Almost everything points positively for Python. Thanks to all of you who have 
responded. But please also tell me the disadvantages of Python. If I start 
using Python, I should be aware of the price I am paying. Speed is not a big 
problem for me, so an interpreted language is fine. Is packaging/installing 
very messy? Do I create dozens of files for a simple program calculating the 
sum of two numbers and product of two numbers in text boxes with one command to 
be clicked? Can I learn this much in the first couple of hours?

torstai 18. helmikuuta 2016 12.16.30 UTC+2 Chris Angelico kirjoitti:
> On Thu, Feb 18, 2016 at 7:17 PM,  <wrong.addres...@gmail.com> wrote:
> > Thanks to all of you who have responded. One point two of you ask me is why 
> > I want to shift from Visual Basic.
> >
> > Most of my software is in VB6 (and VB3), and converting to VB.net is not 
> > very pleasant. I have learnt enough VB.net to manage most of the things I 
> > will need, but it always gives me a feeling that it is not meant for the 
> > kind of things I am doing. And you never know when Microsoft will kick us 
> > out of VB.net also. For the sake of keeping software compatible with new 
> > versions of Windows, you need to keep changing things in the software, 
> > which takes too much time. You might ask if it is really necessary to move 
> > from VB6 to VB.net because Microsoft will still not be able to kill VB6 
> > very soon, thanks to VBA used in Excel. If my reasoning is wrong, please 
> > correct me. I am just an engineer, not a good programmer.
> >
> 
> Very fair point. And I fully support your move, here. Just make sure
> you start on the latest Python (currently that's 3.5), and you should
> have no difficulty moving forward in versions; as someone who started
> writing Python 3 code back when 3.3 was the newest and latest thing, I
> can attest that it's been easy to migrate 3.2->3.3->3.4->3.5->3.6;
> there are very few things that get broken by the upgrade, and they're
> mostly things that would have been bad code in the older version
> anyway.
> 
> >> The basic python language and its libraries are completely cross-platform 
> >> (Linux, OS-X, Windows, iOS, and Android).  The same source code will run 
> >> on all of them.  However, because it is an Interpreted language, the step 
> >> to a bundled, self-contained image is platform dependent. There python 
> >> compliers (as opposed to interpreters) for some, but not all platforms, 
> >> and there is a very active JiT compiler project that would fall somewhere 
> >> in between.
> >>
> >
> > OK. This is clear to me now. It is like needing different Fortran compilers 
> > for different operating systems, but Fortran code does not need much 
> > modifications (except file names/paths, etc.).
> >
> 
> Something like that. There are a lot of little traps you can fall into
> (as you say, file names can be different, especially system ones) that
> stop your code from running correctly on all platforms, but porting a
> Python script from Linux to Windows or vice versa is a matter of
> testing it on the new platform and seeing what breaks, not completely
> rewriting it in a new language.
> 
> >> > Could someone kindly tell me advantages and disadvantages of Python?
> >>
> >> If you are completely satisfied with VB, there is no reason to change 
> >> (other than the enjoyable exercise of learning a new and more powerful 
> >> language).
> >>
> >
> > Will VB6 run on Windows 11? Or can I compile VB6 on Windows 11. We can't 
> > know. But there will be easy ways to run Python on any Windows version or 
> > Linux or whatever.
> >
> 
> There will indeed. That's the advantage of a fully open system - even
> if a nuclear meltdown kills all the Python core devs in one stroke (we
> really shouldn't have had PyCon Chernobyl), anyone in the world can
> pick up the source code and keep going with it. And Microsoft, despite
> having a strongly anti-freedom history, has come far more on board of
> recent years; as I understand it, Steve Dower has been spending
> company time improving Python (notably in the area of Windows
> installers and such). The future of open source software is pretty
> secure, and the future of openly-developed languages even more so,
> because CPython isn't the only way to run your Python code.
> 
> One Python advantage that you may or may not be aware of is its
> extensibility. To an extent that I haven't seen since working with
> REXX on OS/2, there is a thriving community building Python packages,
> many of which (about 75K!) are listed on PyPI [1]. Got this
> proprietary database that you need to get info from? Check PyPI -
> chances are someone's written a connector for it, so you can perform
> queries on it as if it had native support in the language. Once you
> install something using "pip" [2], you can import it into your script
> the exact same way that you would import something from the standard
> library - making PyPI kinda like the "extended library" for the
> language. The barrier to entry is low, though, so you do sometimes
> have to wade through a bunch of stagnant or expired projects to find
> the gems you want. But there's so much good stuff there that it's well
> worth the effort.
> 
> ChrisA
> 
> [1] https://pypi.python.org/pypi
> [2] No, not the chipmunk from Enchanted.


Assignment
For the data below, work out how many lines include the string "Image" and report only the number.

Data for analysis
Start of Block

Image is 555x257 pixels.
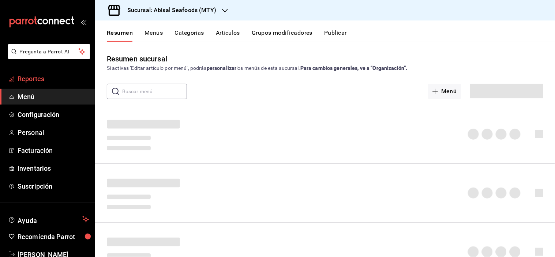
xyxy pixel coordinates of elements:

End of Block
Start of Block

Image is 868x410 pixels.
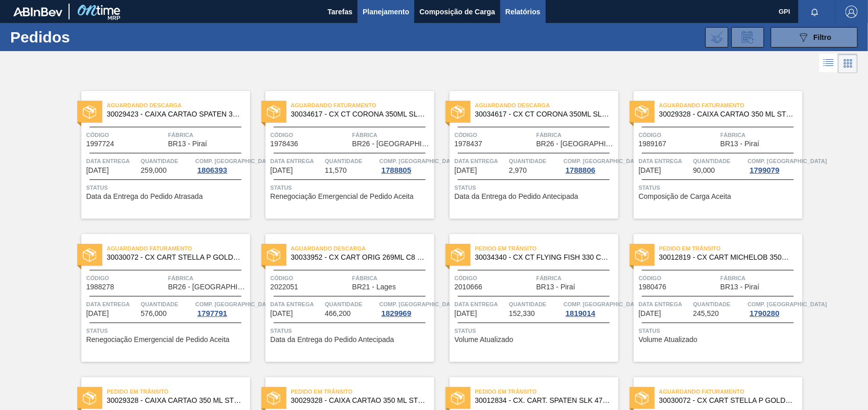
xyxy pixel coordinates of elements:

End of Block
Start of Block

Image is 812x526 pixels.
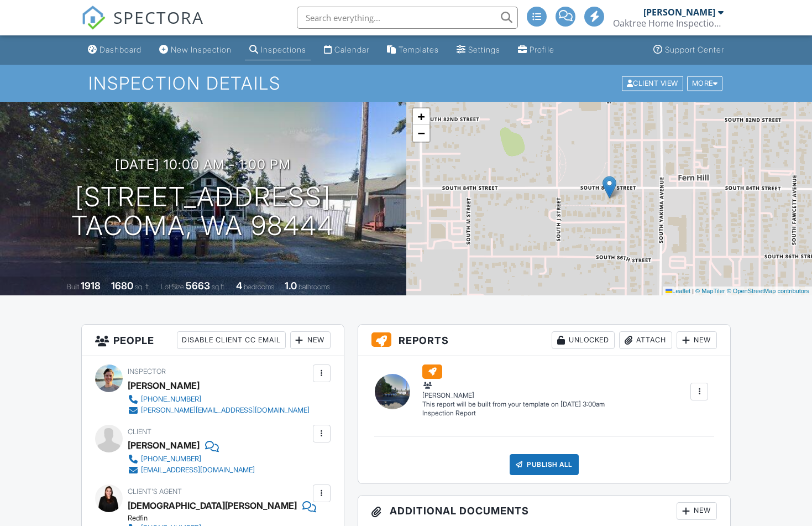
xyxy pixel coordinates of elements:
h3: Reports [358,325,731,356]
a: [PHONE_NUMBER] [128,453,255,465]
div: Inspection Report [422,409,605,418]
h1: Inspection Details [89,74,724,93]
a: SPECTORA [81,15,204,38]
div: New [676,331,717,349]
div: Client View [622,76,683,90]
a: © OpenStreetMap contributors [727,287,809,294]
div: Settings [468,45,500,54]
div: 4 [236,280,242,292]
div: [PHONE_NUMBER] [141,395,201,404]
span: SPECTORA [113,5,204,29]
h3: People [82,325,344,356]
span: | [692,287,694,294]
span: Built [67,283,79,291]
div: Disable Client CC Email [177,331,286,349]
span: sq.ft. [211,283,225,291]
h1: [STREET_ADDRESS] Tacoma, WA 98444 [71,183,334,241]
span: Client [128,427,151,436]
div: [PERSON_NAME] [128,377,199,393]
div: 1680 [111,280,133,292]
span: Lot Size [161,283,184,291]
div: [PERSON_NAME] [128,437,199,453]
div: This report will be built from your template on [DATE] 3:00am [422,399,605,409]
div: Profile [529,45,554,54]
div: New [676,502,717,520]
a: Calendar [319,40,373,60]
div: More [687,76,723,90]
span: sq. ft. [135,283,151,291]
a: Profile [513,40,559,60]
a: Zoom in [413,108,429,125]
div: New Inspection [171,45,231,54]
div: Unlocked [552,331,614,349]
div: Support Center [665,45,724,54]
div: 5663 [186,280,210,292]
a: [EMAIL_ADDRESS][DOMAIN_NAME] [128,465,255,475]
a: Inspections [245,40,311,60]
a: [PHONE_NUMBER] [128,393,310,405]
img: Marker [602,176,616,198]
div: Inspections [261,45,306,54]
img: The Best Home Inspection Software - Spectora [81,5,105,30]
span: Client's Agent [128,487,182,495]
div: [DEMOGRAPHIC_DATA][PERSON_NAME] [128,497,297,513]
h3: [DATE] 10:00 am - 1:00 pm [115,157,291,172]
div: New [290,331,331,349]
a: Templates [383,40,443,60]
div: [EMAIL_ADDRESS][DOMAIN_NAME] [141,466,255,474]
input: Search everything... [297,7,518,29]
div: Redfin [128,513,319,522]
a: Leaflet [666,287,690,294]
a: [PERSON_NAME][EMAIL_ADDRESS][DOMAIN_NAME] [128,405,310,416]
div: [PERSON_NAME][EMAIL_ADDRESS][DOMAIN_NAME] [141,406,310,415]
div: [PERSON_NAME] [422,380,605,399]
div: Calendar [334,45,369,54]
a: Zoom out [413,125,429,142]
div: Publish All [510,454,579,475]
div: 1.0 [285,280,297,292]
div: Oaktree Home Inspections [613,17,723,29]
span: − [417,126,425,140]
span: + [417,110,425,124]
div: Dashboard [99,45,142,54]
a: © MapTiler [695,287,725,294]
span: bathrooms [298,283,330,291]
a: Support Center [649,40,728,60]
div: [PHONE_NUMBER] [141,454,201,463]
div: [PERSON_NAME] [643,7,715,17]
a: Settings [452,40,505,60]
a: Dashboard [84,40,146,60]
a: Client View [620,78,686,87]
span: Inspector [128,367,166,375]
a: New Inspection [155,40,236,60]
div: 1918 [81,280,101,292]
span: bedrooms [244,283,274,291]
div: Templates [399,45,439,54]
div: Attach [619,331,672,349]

End of Block

Your solution
3